CCS1477 is a potent, selective, orally bioavailable inhibitor of the bromodomains of p300 and CBP, two closely related histone acetyl transferases with oncogenic roles in cancer. In vitro and in vivo models demonstrate molecular alterations that increase sensitivity to p300/CBP inhibition with CCS1477. Tumours with loss of function mutations in either p300 or CBP become dependent on the corresponding non-mutated paralogue (twin) protein. When the non-mutated twin is inhibited, this drives synthetic lethality leading to apoptosis/cell death. Recently, loss of function mutations in ARID1A have also demonstrated functional dependence upon p300/CBP.

Trial design

This Ph I/IIa study sponsored by CellCentric, evaluates the clinical activity of CCS1477 in patients with advanced solid tumours harbouring molecular alterations indicating sensitivity to p300/CBP inhibition. Specifically, potential markers determined by local testing, include loss of function mutations in p300, CBP or ARID1A; myc and AR amplification or over expression. Acceptable tests are next generation sequencing or equivalent, in archival or fresh tumour biopsies or in cell free DNA from a pre treatment blood sample. IHC may be used for over expression of proteins such as myc or AR. Patients with cancers where there is strong molecular rationale for a potential response to CCS1477 (e.g. myc over expression in Small Cell Lung Cancer and Radiation induced breast sarcoma) may be entered following discussion with sponsor. The trial is in 2 parts. Part 1 commenced Dec 2020 in the UK, and is opening in US & EU mid 2021, recruiting 20 patients to receive CCS1477 at a dose and schedule previously declared tolerated from the rising dose tolerability arm of the trial being separately conducted in men with metastatic castrate resistant prostate cancer (NCT03568656). In Part 2, up to 30 patients will receive CCS1477 at the recommended phase 2 dose and schedule. Anti-tumour activity will be determined by standard imaging according to RECIST guidelines. Paired tumour biopsies for biomarker assessment are being collected.

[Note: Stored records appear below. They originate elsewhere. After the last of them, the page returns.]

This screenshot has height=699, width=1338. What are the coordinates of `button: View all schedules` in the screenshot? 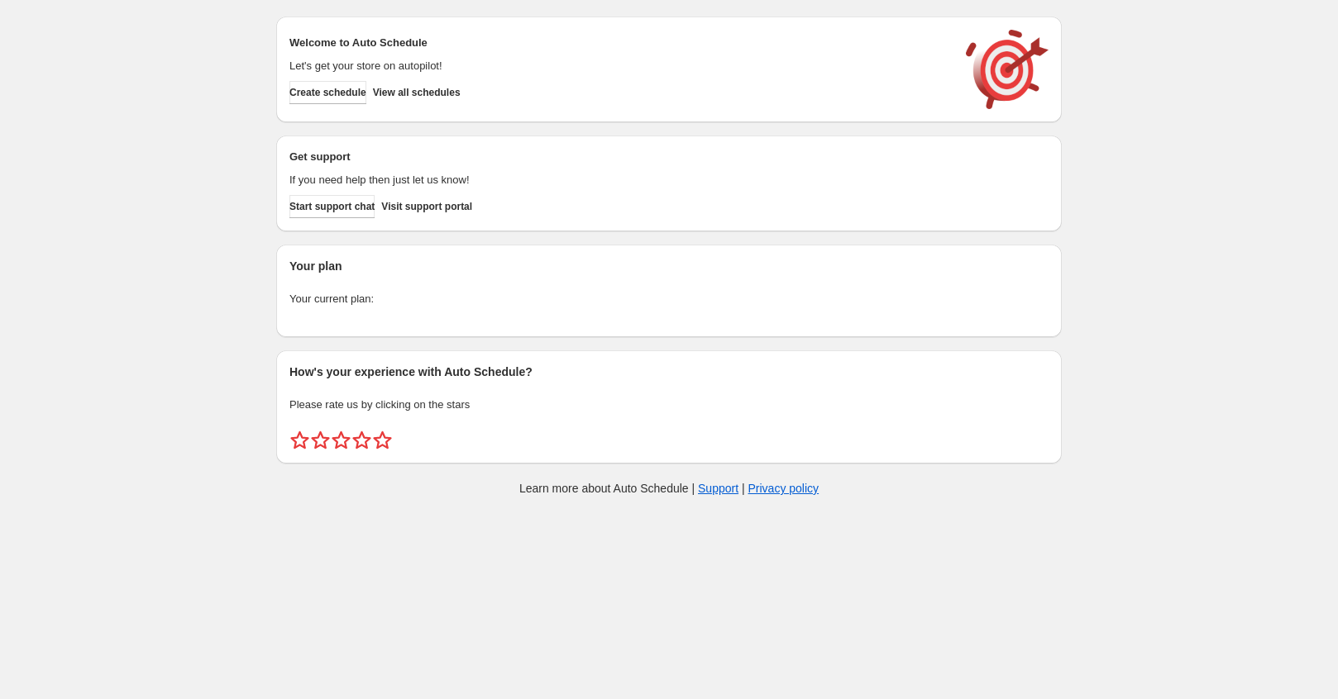 It's located at (417, 93).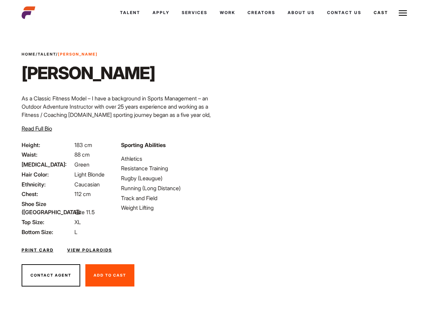 The width and height of the screenshot is (433, 329). I want to click on span: XL, so click(78, 222). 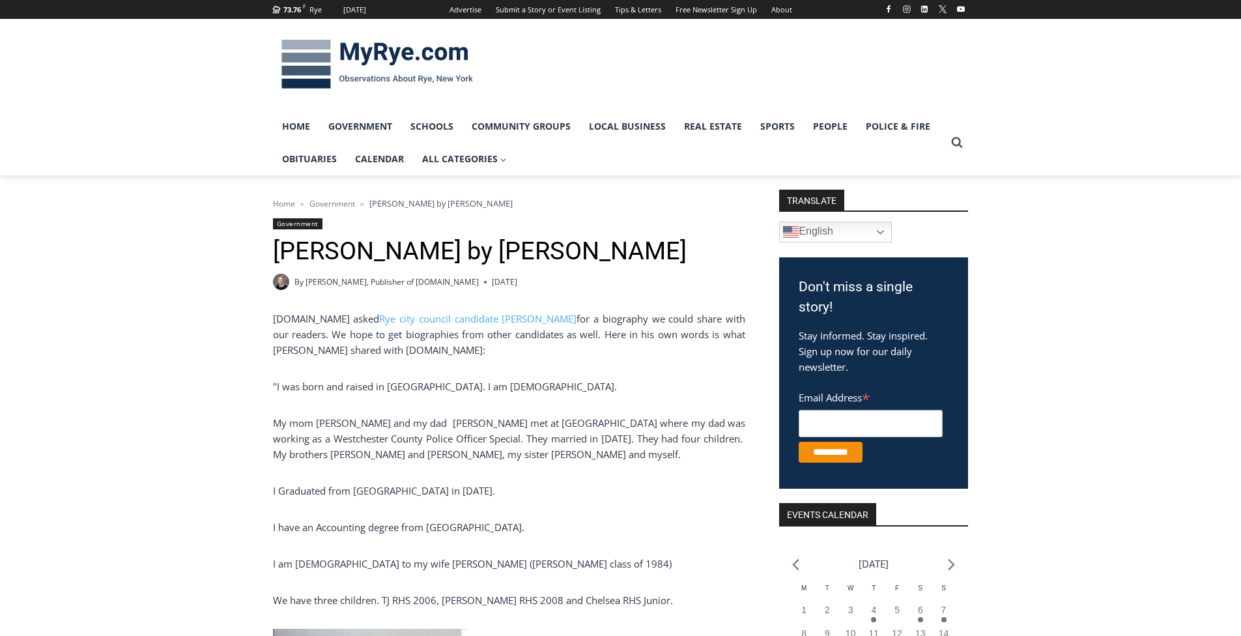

Clinical trial identification

2018-000285-10.

Editorial acknowledgement

Legal entity responsible for the study

CellCentric Ltd.

Funding

CellCentric Ltd.

Disclosure

T. Knurowski: Financial Interests, Personal, Full or part-time Employment: CellCentric Ltd. K. Clegg: Financial Interests, Personal, Full or part-time Employment: CellCentric Ltd. F. Ashby: Financial Interests, Personal, Full or part-time Employment: CellCentric Ltd. N. Pegg: Financial Interests, Personal, Member of the Board of Directors: CellCentric Ltd. W. West: Financial Interests, Personal, Member of the Board of Directors: CellCentric Ltd. N. Brooks: Financial Interests, Personal, Full or part-time Employment: CellCentric Ltd. A. Hughes: Financial Interests, Personal, Full or part-time Employment: CellCentric Ltd. J. de Bono: Financial Interests, Institutional, Research Grant: CellCentric Ltd. All other authors have declared no conflicts of interest.